Sexual violence, begging and labor slavery are some of the specific violations of rights suffered by women who take the Canary Islands route. According to data from Caminando Fronteras, women account for between 10 and 20% of the RIBs that leave from Morocco and the Sahara to Lanzarote and Fuerteventura. There are also many women who leave their countries and go to Mauritanian cities to take a canoe, escaping war conflicts, female genital mutilation or the impact of climate change in their regions.

“A large number are forced to work in conditions of slavery in Mauritania to be able to pay for the trip, which they perceive as a final liberation from the structural violence that suffocates them,” the document reads. This year, at least 421 women have died trying to reach the islands.

Migrant childhood

The number of children and adolescents who embark on boats to the Canary Islands in search of a future continues to grow. Currently, the autonomous community protects 5,600 minors in conditions that have been questioned even by the regional Executive itself. In June, a complaint presented to the Prosecutor’s Office by two lawyers revealed episodes of physical and verbal violence, dirt in the facilities and distribution of anxiolytics among minors in a resort in Lanzarote that closed shortly after.

In Tenerife, workers and users also reported attacks and overcrowding in two emergency centers located in Puerto de la Cruz and Santa Cruz de Tenerife. They both still work. “It is impossible to protect the rights of minors,” the Canary Islands president, Fernando Clavijo, acknowledged after the Conference of Presidents. Beyond the deaths, the collapse of the Archipelago’s protection network, prepared to care for some 2,000 minors, has led to the political debate.

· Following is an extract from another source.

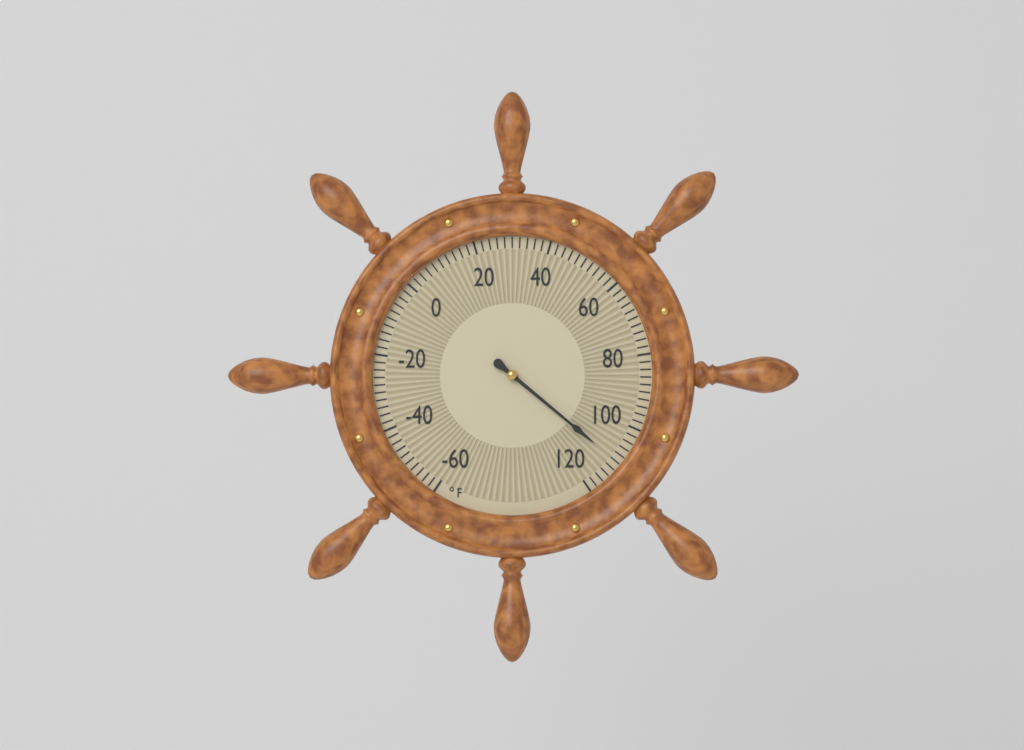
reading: 110 °F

The State and Government of the Canary Islands have proposed modifying article 35 of the Immigration Law. This mechanism would allow the State to intervene and establish a mandatory distribution of young people throughout the autonomous communities at times of high intensity of arrivals at the country’s southern border. The legal reform was defeated in Congress by Junts and the PP, which governs with the Canarian Coalition on the islands.

The regional Executive has chosen to install tents on the docks so that minors can spend a few days until they enter the centers. He also tried to implement a protocol that slowed down his entry into the protection system and which was overturned by Justice after warnings from the Prosecutor’s Office. The Public Ministry warned that, if the protocol was executed, the minors would be left in a situation of helplessness.


The voluntary reception of young people in other parts of the Peninsula has also failed. The autonomies have not received the number of young people that each year they commit to serving in solidarity. Along these lines, different organizations have warned that the tug-of-war between parties and governments regarding the reception of minors consolidates “the criminalizing narrative” and contributes to presenting immigration as a threat.

“The year 2024 has been marked by the marketing of migrant children between the different administrations of the Spanish State that should protect them,” says Caminando Fronteras. The report highlights that considering minors as migrants rather than as children is a common practice that turns children and adolescents into a “currency” and places them “at the center of hate speech.”

The lack of permanent places in the centers has led the Canary Islands Government this year to change educational centers for several migrant students. The departure of a 1st year ESO boy without prior notice led his classmates from IES Sabino Berthelot, in Tenerife, to write a letter that spread throughout the country. “At least let us say a proper goodbye to our friend,” they asked. “These are people, not goods,” the children concluded.